Father of the Doritos Chips, Arch West, is dead at 97

September 28, 2011
Snack-food lovers partial to Doritos owe that pleasure, in large part, to Arch West. Mr. West, who died on Sept. 20 at the age of 97, was a leader of the team at Frito-Lay that developed Doritos corn chips, a Southwestern-inspired alternative to the traditional salted potato or corn chip.

Though the company, Frito-Lay North America, declines to give Mr. West full credit for the chip — “as a company, there’s never one person to invent or is the father or mother of a given product,” said Aurora Gonzalez, a spokeswoman — others do.

“He widely gets the credit for Doritos,” Andrew F. Smith, the author of the Encyclopedia of Junk Food and Fast Food (Greenwood Publishing Group, 2006), said in an interview.

Today, Doritos are Frito-Lay’s second-best seller, after Lays Potato Chips, both nationally and around the world, with total sales of nearly $5 billion annually.
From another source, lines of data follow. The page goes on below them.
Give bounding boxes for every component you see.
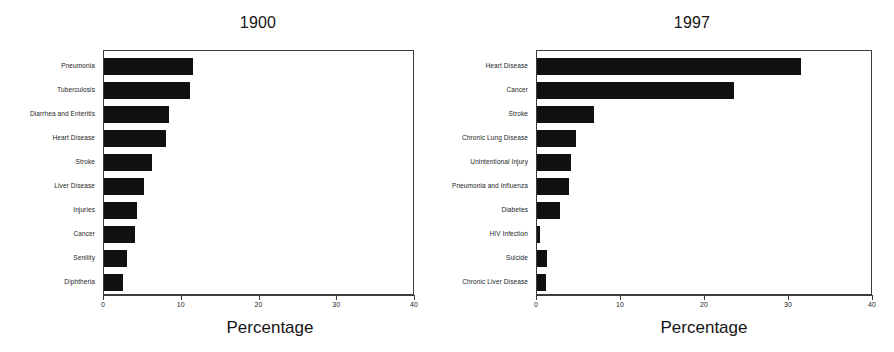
x-axis-tick bbox=[788, 295, 789, 300]
x-axis-tick-label: 30 bbox=[773, 301, 803, 308]
x-axis-tick-label: 10 bbox=[605, 301, 635, 308]
bar bbox=[537, 106, 594, 123]
category-label: Unintentional Injury bbox=[470, 158, 528, 166]
bar bbox=[104, 130, 166, 147]
x-axis-tick bbox=[704, 295, 705, 300]
x-axis-tick bbox=[181, 295, 182, 300]
bar bbox=[104, 202, 137, 219]
chart-panel-1997: 1997 Heart DiseaseCancerStrokeChronic Lu… bbox=[447, 0, 894, 352]
category-label: Diarrhea and Enteritis bbox=[30, 110, 95, 118]
chart-panel-1900: 1900 PneumoniaTuberculosisDiarrhea and E… bbox=[0, 0, 447, 352]
x-axis-tick-label: 0 bbox=[88, 301, 118, 308]
x-axis-tick-label: 20 bbox=[689, 301, 719, 308]
x-axis-tick bbox=[536, 295, 537, 300]
bar bbox=[104, 178, 144, 195]
category-label: Injuries bbox=[73, 206, 95, 214]
category-label: Chronic Lung Disease bbox=[462, 134, 528, 142]
category-label: Pneumonia bbox=[61, 62, 95, 70]
chart-title-1997: 1997 bbox=[602, 14, 782, 32]
category-label: Diphtheria bbox=[64, 278, 95, 286]
x-axis-tick-label: 40 bbox=[857, 301, 887, 308]
category-labels-1900: PneumoniaTuberculosisDiarrhea and Enteri… bbox=[0, 50, 99, 295]
x-axis-tick bbox=[259, 295, 260, 300]
category-label: Stroke bbox=[76, 158, 95, 166]
x-axis-tick-label: 30 bbox=[321, 301, 351, 308]
category-label: Senility bbox=[73, 254, 95, 262]
chart-title-1900: 1900 bbox=[178, 14, 338, 32]
category-label: Pneumonia and Influenza bbox=[452, 182, 528, 190]
bar bbox=[537, 130, 576, 147]
category-label: Cancer bbox=[73, 230, 95, 238]
x-axis-title-1997: Percentage bbox=[624, 318, 784, 338]
bar bbox=[537, 250, 547, 267]
category-label: Heart Disease bbox=[486, 62, 528, 70]
plot-area-1900 bbox=[103, 50, 414, 295]
category-label: HIV Infection bbox=[489, 230, 528, 238]
category-label: Heart Disease bbox=[53, 134, 95, 142]
bar bbox=[537, 202, 560, 219]
bar bbox=[104, 154, 152, 171]
category-label: Stroke bbox=[509, 110, 528, 118]
x-axis-tick bbox=[103, 295, 104, 300]
category-labels-1997: Heart DiseaseCancerStrokeChronic Lung Di… bbox=[447, 50, 532, 295]
bar bbox=[537, 226, 540, 243]
bar bbox=[104, 82, 190, 99]
x-axis-title-1900: Percentage bbox=[190, 318, 350, 338]
x-axis-tick bbox=[620, 295, 621, 300]
bar bbox=[537, 274, 546, 291]
x-axis-tick-label: 20 bbox=[244, 301, 274, 308]
figure-two-panel-bar-charts: 1900 PneumoniaTuberculosisDiarrhea and E… bbox=[0, 0, 894, 352]
x-axis-tick bbox=[872, 295, 873, 300]
category-label: Tuberculosis bbox=[57, 86, 95, 94]
bar bbox=[537, 154, 571, 171]
x-axis-tick bbox=[414, 295, 415, 300]
bar bbox=[104, 250, 127, 267]
bar bbox=[104, 226, 135, 243]
bar bbox=[537, 82, 734, 99]
bar bbox=[104, 106, 169, 123]
bars-container-1900 bbox=[104, 51, 413, 294]
x-axis-tick-label: 0 bbox=[521, 301, 551, 308]
category-label: Diabetes bbox=[502, 206, 528, 214]
category-label: Suicide bbox=[506, 254, 528, 262]
bar bbox=[104, 274, 123, 291]
category-label: Chronic Liver Disease bbox=[462, 278, 528, 286]
x-axis-tick-label: 40 bbox=[399, 301, 429, 308]
bars-container-1997 bbox=[537, 51, 871, 294]
bar bbox=[537, 58, 801, 75]
category-label: Liver Disease bbox=[54, 182, 95, 190]
category-label: Cancer bbox=[506, 86, 528, 94]
bar bbox=[537, 178, 569, 195]
x-axis-tick bbox=[336, 295, 337, 300]
bar bbox=[104, 58, 193, 75]
x-axis-tick-label: 10 bbox=[166, 301, 196, 308]
plot-area-1997 bbox=[536, 50, 872, 295]
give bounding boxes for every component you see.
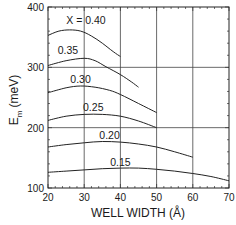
series-line: [48, 114, 157, 128]
series-label: 0.25: [83, 101, 104, 113]
y-axis-label-main: E: [7, 117, 21, 125]
y-axis-label-unit: (meV): [7, 75, 21, 108]
y-axis-label-sub: m: [15, 110, 24, 117]
axis-ticks: [48, 7, 229, 188]
svg-text:Em(meV): Em(meV): [7, 75, 24, 125]
y-tick-label: 400: [27, 2, 44, 13]
x-axis-label: WELL WIDTH (Å): [91, 205, 185, 220]
series-line: [48, 58, 139, 87]
x-tick-label: 30: [79, 192, 91, 203]
series-label: 0.20: [99, 129, 120, 141]
tick-labels: 203040506070100200300400: [27, 2, 235, 203]
series-label: 0.35: [58, 44, 79, 56]
y-axis-label: Em(meV): [7, 75, 24, 125]
x-tick-label: 60: [187, 192, 199, 203]
series-label: X = 0.40: [66, 14, 106, 26]
gridlines: [48, 7, 229, 188]
y-tick-label: 300: [27, 62, 44, 73]
series-labels: X = 0.400.350.300.250.200.15: [58, 14, 131, 168]
y-tick-label: 200: [27, 123, 44, 134]
series-label: 0.15: [110, 156, 131, 168]
x-tick-label: 40: [115, 192, 127, 203]
chart: X = 0.400.350.300.250.200.15 20304050607…: [0, 0, 236, 225]
plot-frame: [48, 7, 229, 188]
x-tick-label: 20: [42, 192, 54, 203]
series-line: [48, 168, 229, 181]
y-tick-label: 100: [27, 183, 44, 194]
x-tick-label: 70: [223, 192, 235, 203]
series-label: 0.30: [70, 73, 91, 85]
x-tick-label: 50: [151, 192, 163, 203]
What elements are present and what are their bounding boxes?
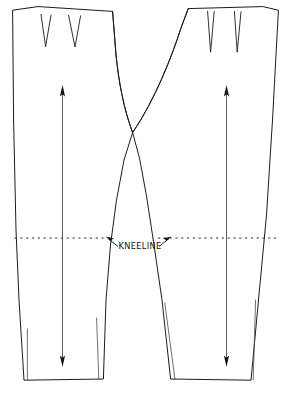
pattern-drawing: KNEELINE <box>0 0 291 397</box>
left-dart-2 <box>69 15 81 47</box>
pattern-diagram-canvas: KNEELINE <box>0 0 291 397</box>
right-piece-hem-folds <box>165 300 256 380</box>
kneeline-pointer-left <box>106 237 118 247</box>
right-dart-2 <box>234 11 241 52</box>
kneeline-annotation: KNEELINE <box>15 237 277 251</box>
front-left-leg-piece <box>13 7 133 381</box>
right-grainline-arrow <box>224 85 229 367</box>
kneeline-label: KNEELINE <box>119 241 162 251</box>
right-dart-1 <box>208 11 215 52</box>
left-inseam-hem-fold <box>97 318 99 379</box>
right-crotch-curve <box>133 9 189 133</box>
left-grainline-arrow <box>60 85 65 367</box>
left-crotch-curve <box>113 11 133 132</box>
left-piece-outline <box>13 7 133 381</box>
right-piece-outline <box>133 7 279 381</box>
front-right-leg-piece <box>133 7 279 381</box>
left-dart-1 <box>41 14 51 46</box>
right-piece-darts <box>208 11 241 52</box>
left-piece-darts <box>41 14 81 47</box>
left-piece-hem-folds <box>27 318 98 380</box>
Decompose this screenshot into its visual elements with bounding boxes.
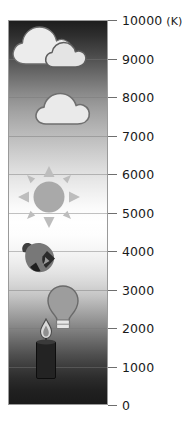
tick-9000 — [108, 59, 117, 60]
tick-4000 — [108, 251, 117, 252]
tick-8000 — [108, 97, 117, 98]
tick-label-6000: 6000 — [122, 167, 154, 182]
tick-1000 — [108, 367, 117, 368]
tick-label-8000: 8000 — [122, 90, 154, 105]
unit-label: (K) — [166, 15, 182, 28]
tick-0 — [108, 405, 117, 406]
tick-label-3000: 3000 — [122, 282, 154, 297]
sun-icon — [18, 166, 80, 228]
tick-7000 — [108, 136, 117, 137]
tick-2000 — [108, 328, 117, 329]
colorbar — [8, 20, 108, 405]
gridline-7000 — [8, 136, 108, 137]
tick-label-2000: 2000 — [122, 321, 154, 336]
tick-10000 — [108, 20, 117, 21]
cloud-icon — [33, 91, 93, 128]
overcast-clouds-icon — [10, 23, 88, 69]
tick-6000 — [108, 174, 117, 175]
flashlight-icon — [16, 238, 64, 282]
tick-5000 — [108, 213, 117, 214]
tick-label-9000: 9000 — [122, 51, 154, 66]
tick-label-0: 0 — [122, 398, 130, 413]
tick-label-10000: 10000 (K) — [122, 13, 182, 28]
tick-label-1000: 1000 — [122, 359, 154, 374]
tick-3000 — [108, 290, 117, 291]
tick-label-5000: 5000 — [122, 205, 154, 220]
tick-label-7000: 7000 — [122, 128, 154, 143]
tick-text-10000: 10000 — [122, 13, 162, 28]
candle-icon — [29, 318, 63, 380]
tick-label-4000: 4000 — [122, 244, 154, 259]
colour-temperature-scale: 10000 (K) 9000 8000 7000 6000 5000 4000 … — [0, 0, 183, 421]
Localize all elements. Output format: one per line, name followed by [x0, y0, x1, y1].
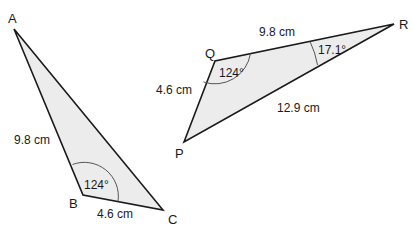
- vertex-label-q: Q: [205, 46, 215, 61]
- side-label-qr: 9.8 cm: [259, 25, 295, 39]
- angle-label-b: 124°: [84, 178, 109, 192]
- vertex-label-c: C: [168, 212, 177, 227]
- triangles-diagram: A B C 9.8 cm 4.6 cm 124° Q P R 9.8 cm 4.…: [0, 0, 414, 227]
- angle-label-r: 17.1°: [318, 43, 346, 57]
- side-label-bc: 4.6 cm: [97, 207, 133, 221]
- triangle-pqr: [184, 24, 394, 142]
- side-label-pq: 4.6 cm: [156, 83, 192, 97]
- side-label-ab: 9.8 cm: [14, 133, 50, 147]
- angle-label-q: 124°: [219, 66, 244, 80]
- vertex-label-a: A: [8, 11, 17, 26]
- vertex-label-p: P: [175, 146, 184, 161]
- side-label-pr: 12.9 cm: [277, 101, 320, 115]
- vertex-label-b: B: [69, 196, 78, 211]
- vertex-label-r: R: [399, 17, 408, 32]
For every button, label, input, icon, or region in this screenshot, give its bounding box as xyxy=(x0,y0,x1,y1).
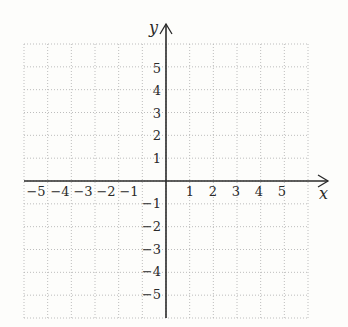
x-tick-label: −3 xyxy=(73,184,92,199)
y-tick-label: 1 xyxy=(153,151,161,166)
coordinate-plane-svg: y x −5 −4 −3 −2 −1 1 2 3 4 5 5 4 3 2 1 −… xyxy=(0,0,348,327)
y-tick-label: −4 xyxy=(142,264,161,279)
x-axis-label: x xyxy=(319,184,328,203)
x-tick-label: 3 xyxy=(232,184,240,199)
x-tick-label: 2 xyxy=(209,184,217,199)
y-tick-label: −3 xyxy=(142,242,161,257)
y-tick-label: 2 xyxy=(153,128,161,143)
x-tick-label: −4 xyxy=(50,184,69,199)
x-tick-label: −5 xyxy=(26,184,45,199)
y-axis-label: y xyxy=(148,18,159,37)
y-tick-label: 4 xyxy=(153,83,161,98)
axes: y x xyxy=(24,18,328,318)
y-tick-label: −1 xyxy=(142,196,161,211)
x-tick-label: 1 xyxy=(186,184,194,199)
coordinate-plane: y x −5 −4 −3 −2 −1 1 2 3 4 5 5 4 3 2 1 −… xyxy=(0,0,348,327)
x-tick-label: 5 xyxy=(278,184,286,199)
y-tick-label: 5 xyxy=(153,61,161,76)
x-tick-label: −1 xyxy=(119,184,138,199)
y-tick-label: 3 xyxy=(153,106,161,121)
x-tick-label: −2 xyxy=(96,184,115,199)
x-tick-label: 4 xyxy=(255,184,263,199)
y-tick-label: −2 xyxy=(142,219,161,234)
y-tick-label: −5 xyxy=(142,287,161,302)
Mr. West died at a hospital near his home in Dallas, his daughter, Jana Hacker, said. By her account, her father got the idea for Doritos in the early 1960s when he was vice president of marketing for what was then the Frito Company. (It is now a division of PepsiCo.) The family, while on vacation in San Diego, stopped at “a little shack restaurant where these people were making a fried corn chip,” she said.

The chip’s tangy taste captured her father’s attention. Back in Dallas, after Frito merged with the H. W. Lay Company, he promoted the Doritos’ production, which began in 1964, using corn tortillas cut into triangles and seasoned with cheese and chili flavorings.